Interactions of polymeric and liposomal gene delivery systems with extracellular glycosaminoglycans: physicochemical and transfection studies - PubMed (original) (raw)
Interactions of polymeric and liposomal gene delivery systems with extracellular glycosaminoglycans: physicochemical and transfection studies
M Ruponen et al. Biochim Biophys Acta. 1999.
Free article
Abstract
Complexes of DNA with cationic lipids and cationic polymers are frequently used for gene transfer. Extracellular interactions of the complexes with anionic glycosaminoglycans (GAGs) may interfere with gene transfer. Interactions of GAGs with the carrier-DNA complexes were studied using tests for DNA relaxation (ethidium bromide intercalation), DNA release (electrophoresis), and transfection (pCMVbetaGal transfer into RAA smooth muscle cells). Several cationic lipid formulations (DOTAP, DOTAP/Chol, DOTAP/DOPE, DOTMA/DOPE, DOGS) and cationic polymers (fractured dendrimer, polyethylene imines 25 kDa and 800 kDa, polylysines 20 kDa and 200 kDa) were tested.

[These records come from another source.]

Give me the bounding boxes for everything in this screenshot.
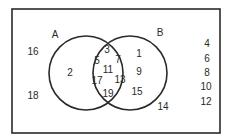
element-b-only-15: 15 [131, 87, 142, 97]
element-a-and-b-5: 5 [94, 56, 100, 66]
element-outside-8: 8 [204, 68, 210, 78]
element-b-only-9: 9 [136, 67, 142, 77]
element-a-and-b-13: 13 [114, 75, 125, 85]
element-a-and-b-7: 7 [115, 55, 121, 65]
element-outside-4: 4 [204, 39, 210, 49]
element-a-and-b-3: 3 [104, 45, 110, 55]
element-a-and-b-11: 11 [103, 65, 113, 75]
element-a-and-b-19: 19 [102, 89, 113, 99]
element-outside-12: 12 [200, 97, 211, 107]
element-a-and-b-17: 17 [91, 76, 102, 86]
element-outside-14: 14 [157, 102, 168, 112]
element-outside-10: 10 [200, 82, 211, 92]
element-outside-18: 18 [27, 91, 38, 101]
element-a-only-2: 2 [67, 68, 73, 78]
universe-box [12, 9, 220, 133]
element-outside-6: 6 [204, 54, 210, 64]
element-b-only-1: 1 [136, 49, 142, 59]
set-b-label: B [157, 28, 164, 38]
element-outside-16: 16 [27, 47, 38, 57]
venn-diagram [0, 0, 228, 139]
set-a-label: A [52, 30, 59, 40]
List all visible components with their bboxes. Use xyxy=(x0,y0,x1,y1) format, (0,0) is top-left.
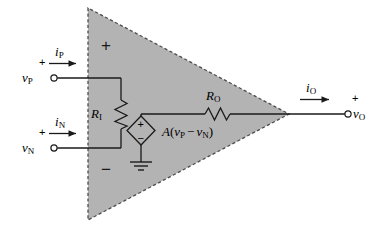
source-plus-sign: + xyxy=(138,119,144,130)
vn-polarity-sign: + xyxy=(39,127,45,138)
ip-current-arrow xyxy=(49,60,76,67)
input-resistor-label: RI xyxy=(91,107,102,122)
source-minus-sign: − xyxy=(138,133,144,144)
ip-current-label: iP xyxy=(55,45,64,60)
vo-voltage-label: vO xyxy=(353,107,365,122)
vo-polarity-sign: + xyxy=(352,93,358,104)
opamp-equivalent-circuit-figure: vP + iP vN + iN + − RI RO + − A(vP−vN) i… xyxy=(0,0,371,228)
io-current-arrow xyxy=(300,96,329,103)
amplifier-minus-sign: − xyxy=(101,161,111,178)
in-current-label: iN xyxy=(55,115,65,130)
in-current-arrow xyxy=(49,130,76,137)
expr-minus: − xyxy=(185,124,196,139)
vn-voltage-label: vN xyxy=(22,141,34,156)
output-resistor-label: RO xyxy=(206,89,220,104)
amplifier-plus-sign: + xyxy=(101,37,111,54)
io-current-label: iO xyxy=(306,81,316,96)
vp-terminal-circle xyxy=(51,75,57,81)
vp-polarity-sign: + xyxy=(39,57,45,68)
vp-voltage-label: vP xyxy=(22,71,33,86)
vn-terminal-circle xyxy=(51,145,57,151)
expr-close-paren: ) xyxy=(209,124,213,139)
vo-terminal-circle xyxy=(345,111,351,117)
source-expression-label: A(vP−vN) xyxy=(162,125,213,140)
gain-symbol: A xyxy=(162,124,170,139)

Polycations condensed DNA more effectively than the monovalent lipids. Hyaluronic acid did not release or relax DNA in any complex, but it inhibited the transfection by some polyvalent systems (PEI, dendrimers, DOGS). Gene transfer by the other carriers was not affected by hyaluronic acid. Sulfated GAGs (heparan sulfate, chondroitin sulfates B and C) completely blocked transfection, except in the case of the liposomes with DOPE. Sulfated GAGs relaxed and released DNA from some complexes, but these events were not prerequisites for the inhibition of transfection. In conclusion, polyvalent delivery systems with endosomal buffering capacity (DOGS, PEI, dendrimer) were most sensitive to the inhibitory effects of GAGs on gene transfer, while fusogenic liposomes (with DOPE) were the most resistant systems.